The most effective pattern is to make channel choice a runtime decision. Instead of hard-coding SMS into every signup, evaluate risk signals at the moment of verification and route users to the lowest-friction channel that still meets assurance requirements. That means SMS can remain available, but only as one option in a broader decision tree.

For returning users, passkeys and device-bound authentication can remove the need for repeated SMS verification. For first-time signups, SMS may still be acceptable if the risk score is low and the destination is not known for pumping abuse. For higher-risk destinations, suspicious IP ranges, or unusual signup velocity, route to non-SMS channels such as email, push, or authenticator-based verification. This aligns with the broader move from static rules to policy decisions evaluated in context, which is also reflected in NIST SP 800-53 Rev 5 Security and Privacy Controls.

  • Use step-up rules only when the risk score exceeds a threshold.
  • Throttle by destination, carrier, ASN, device reputation, and signup velocity.
  • Shorten SMS reliance for recovery, then migrate users to stronger channels.
  • Track completion rates separately from abuse rates so fraud does not hide in conversion reporting.

For teams building broader identity governance, the Ultimate Guide to NHIs reinforces a useful lesson: controls that are too static eventually become attack surface. These controls tend to break down when a product operates globally with uneven telco costs and no real-time fraud scoring because attackers can concentrate volume where SMS is cheapest to abuse.

Common Variations and Edge Cases

Tighter channel controls often increase friction, requiring organisations to balance abuse reduction against legitimate user completion. That tradeoff is especially visible in markets where SMS is still the most reliable option for first-time verification or where passkey adoption remains low.

Best practice is evolving on how aggressively to suppress SMS. There is no universal standard for this yet, but current guidance suggests avoiding blanket bans. Some organisations will need SMS as a fallback for accessibility, account recovery, or low-connectivity environments. Others can reduce exposure faster by shifting returning users to passkeys and limiting SMS to exceptional cases. The key is to preserve a clear recovery path while preventing SMS from becoming the default for high-risk traffic.

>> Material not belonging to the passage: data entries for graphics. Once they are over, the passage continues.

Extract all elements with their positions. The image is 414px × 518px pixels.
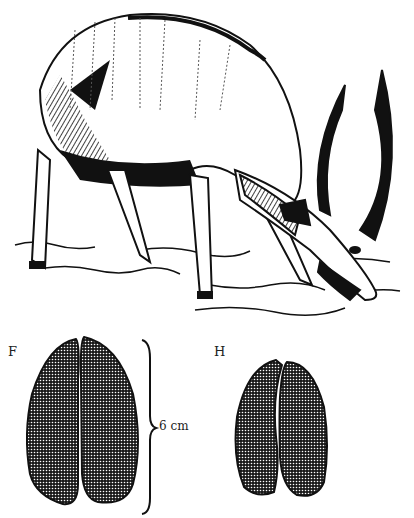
antelope-body — [40, 14, 301, 205]
hind-track-drawing — [232, 357, 332, 502]
front-track-drawing — [18, 334, 148, 514]
scale-brace — [140, 338, 160, 516]
antelope-illustration — [0, 0, 414, 330]
hind-track-label: H — [214, 344, 225, 359]
front-track-label: F — [8, 344, 17, 359]
scale-label: 6 cm — [159, 419, 189, 433]
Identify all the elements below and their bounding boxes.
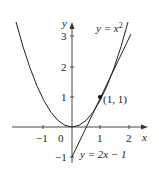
tick-label-y-neg1: −1 [55,151,67,163]
y-axis-label: y [61,17,67,29]
point-label: (1, 1) [103,93,127,106]
tick-label-y-3: 3 [61,30,67,42]
tick-label-y-2: 2 [61,61,67,73]
tick-label-x-0: 0 [58,132,64,144]
tick-label-x-neg1: −1 [36,132,48,144]
x-axis-label: x [141,131,147,143]
tangent-point [98,95,102,99]
tick-label-y-1: 1 [61,91,67,103]
x-axis-arrow-icon [141,125,148,130]
tick-label-x-1: 1 [97,132,103,144]
curve-label: y = x2 [95,21,123,34]
line-label: y = 2x − 1 [79,148,127,160]
tick-label-x-2: 2 [126,132,132,144]
y-axis-arrow-icon [70,22,75,29]
tangent-line-diagram: −1 0 1 2 x 3 2 1 −1 y y = x2 (1, 1) y = … [0,0,159,172]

For operational reporting, separate fraud mitigation metrics from growth metrics. A signup funnel can look healthy while still being heavily abused if the control only measures completion. Security teams should also watch for false positives that block legitimate users in mobile-first regions. The Ultimate Guide to NHIs highlights how long-lived, overexposed identity paths become persistent risk, and the same logic applies to overused verification channels. In practice, the hardest cases are consumer services with global traffic, because a single verification policy rarely fits all telco markets or fraud patterns.

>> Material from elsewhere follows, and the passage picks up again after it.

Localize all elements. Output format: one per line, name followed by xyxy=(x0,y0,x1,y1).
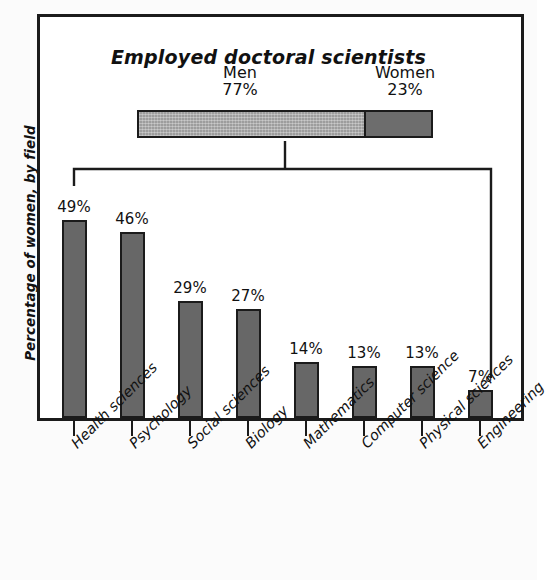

Standards & Framework Alignment

This section maps relevant standards and security frameworks to the operational risks and controls described in this guidance.

OWASP Non-Human Identity Top 10, OWASP Agentic AI Top 10 and CSA MAESTRO address the attack and risk surface, while NIST CSF 2.0 and NIST AI RMF set the governance and control requirements practitioners need to meet.

Framework Control / Reference Relevance
NIST CSF 2.0 PR.AC-4 Access verification should adapt to context and risk, not one fixed channel.
NIST AI RMF Runtime channel selection is a governance and measurement problem for adaptive systems.
OWASP Non-Human Identity Top 10 NHI-03 Overexposed verification paths mirror the risks of long-lived, reusable identity material.
OWASP Agentic AI Top 10 A2 Dynamic authorization principles apply to runtime decisions about whether SMS is appropriate.
CSA MAESTRO GOV-2 Adaptive channel governance helps prevent abuse while preserving legitimate completion.

Define risk thresholds, monitor outcomes, and adjust verification policy based on observed abuse.